Google Is Going To War Against Its Own Workers

Google Is Going To War Against Its Own Workers

At 19, Kathryn Spiers was hired on as one of the youngest Google platform security engineers in the company. Less than two years later, she’s been abruptly terminated for what she believes is her involvement in internal activism.

Google’s firing of Spiers is the latest in a string of employee terminations apparently based on their attempts to organise—an escalation that portends a fierce ongoing conflict between workers and management within one of the world’s most influential corporations.

As in the case of her four colleagues who were similarly fired with little specific justification the week of Thanksgiving, Spiers does not believe she violated internal Google policies. Over the course of three investigative interviews and a meeting announcing her termination, Spiers took contemporaneous notes, which she shared with Gizmodo.

According to her notes, Spiers was informed of having violated the Google code of conduct, the networking policy, and the security policy. However, at the meeting, which allegedly included Stephen C. King, the company’s director of global investigations, Google representatives declined to explain how her actions had violated those policies, Spiers says.
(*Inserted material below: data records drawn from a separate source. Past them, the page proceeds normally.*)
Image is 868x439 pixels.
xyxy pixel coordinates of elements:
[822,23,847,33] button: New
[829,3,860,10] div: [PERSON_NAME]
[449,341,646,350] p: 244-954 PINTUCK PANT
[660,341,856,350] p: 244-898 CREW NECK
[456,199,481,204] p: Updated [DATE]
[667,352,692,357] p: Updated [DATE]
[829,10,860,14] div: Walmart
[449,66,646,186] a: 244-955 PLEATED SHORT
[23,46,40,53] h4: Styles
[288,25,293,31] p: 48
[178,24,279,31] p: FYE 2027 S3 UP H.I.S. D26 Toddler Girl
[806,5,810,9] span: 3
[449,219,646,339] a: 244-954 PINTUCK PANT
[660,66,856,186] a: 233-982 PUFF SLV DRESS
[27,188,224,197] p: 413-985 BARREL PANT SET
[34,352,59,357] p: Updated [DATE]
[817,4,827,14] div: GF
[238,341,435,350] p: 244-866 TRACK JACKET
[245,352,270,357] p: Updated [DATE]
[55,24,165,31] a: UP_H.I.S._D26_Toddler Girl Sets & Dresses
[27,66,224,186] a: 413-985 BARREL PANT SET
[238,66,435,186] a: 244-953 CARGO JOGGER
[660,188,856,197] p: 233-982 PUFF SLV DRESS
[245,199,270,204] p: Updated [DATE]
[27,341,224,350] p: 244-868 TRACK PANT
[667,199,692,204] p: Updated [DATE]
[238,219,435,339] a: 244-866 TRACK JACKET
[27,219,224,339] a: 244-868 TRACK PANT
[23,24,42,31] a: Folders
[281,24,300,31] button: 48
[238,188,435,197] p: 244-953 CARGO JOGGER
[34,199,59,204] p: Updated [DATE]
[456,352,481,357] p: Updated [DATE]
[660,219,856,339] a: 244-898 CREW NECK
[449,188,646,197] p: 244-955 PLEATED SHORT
Like the “Thanksgiving Four” fired before her, Spiers has filed an unfair labour practices charge with the U.S. National Labour Relations Board (NLRB), with assistance from the Communication Workers of America. The charge claims that these interrogations and her eventual firing were “done to attempt to quell Spiers and other employees from asserting their right to engage in concerted protected activities.”

Perhaps as a sign of escalating tactics on Google’s side, several of these investigative meetings, according to Spiers’s notes, involved Elizabeth Karnes, a Google staff attorney. Worryingly, Spiers claims in a Medium post she was denied her own legal representation during these proceedings. Laurence Berland, one of the Thanksgiving Four, told Gizmodo his own set of lengthy interviews did not involve being questioned by members of the company’s legal team, and it’s unclear if this is standard practice.

In her Medium post, Spiers describes herself as an exemplary employee who consistently received high marks in her performance reviews and recently received a promotion. “I was very good at my job and Google has acknowledged this,” she writes.

So what did Spiers do to draw so much heat from Google’s hall monitors? Speaking to Gizmodo, she described pushing a bit of code that would generate a small popup in the Chrome web browser on company machines. “Googlers have the right to participate in protected concerted activities,” the popup read, when an employee accessed either the corporate policy document or the website of IRI, an infamous union-busting firm, the services of which Google recently retained.

The pop-up also linked out to an NLRB notice Google is required by law to post publicly in its headquarters as part of a September settlement with the agency. A portion of that lengthy notice states:

WE WILL NOT reprimand, discipline, or issue a final written warning to you because you exercise your right to bring to us, on behalf of yourself and other employees, issues and complaints regarding your wages, hours, and other terms and conditions of employment.

Spiers was also involved in writing some of the code behind the Always Ask Kent tool first reported by Bloomberg last week. Seemingly in protest of new restrictions around data access, the tool, once installed, would send an email to Kent Walker—the company’s chief legal officer—whenever any document was opened for any reason.

In both cases, Spiers told Gizmodo, she received the appropriate approvals—though as an “owner” of the corporate policy notifier popup, she needed none—and reviews before pushing the code. Within three hours of the code going live, Spiers said, she’d been put on administrative leave, and which point she could no longer view corporate documents, such as the internal policies that might be pivotal to investigative interviews—a frustrating irony encountered by Berland and others.

What I did is entirely consistent with Google’s mission of organising the world’s information and making it universally accessible and useful. I changed code as part of my job, which was part of a long track record of excellent work that I did for the company,” Spiers writes (emphasis hers). “Google is resorting to firing those of us who organise and assert our collective voice because it is afraid.”

We’ve reached out to Google to learn if other employees involved in either creating Always Ask Kent or in the approvals process of the policy notifier update have been similarly disciplined.

What seems abundantly clear is that Alphabet, now fully under the reign of Sundar Pichai, is attempting to steer against a company culture that has rapidly become one of the most outspoken among the tech giants, and doing so in ways the NLRB way well deem illegal. Given the appetite for mass activism and capabilities of engineers at Google who might chafe at management’s heavy-handedness and blunt disregard for their colleagues, a polite popup may soon be the least of the company’s worries.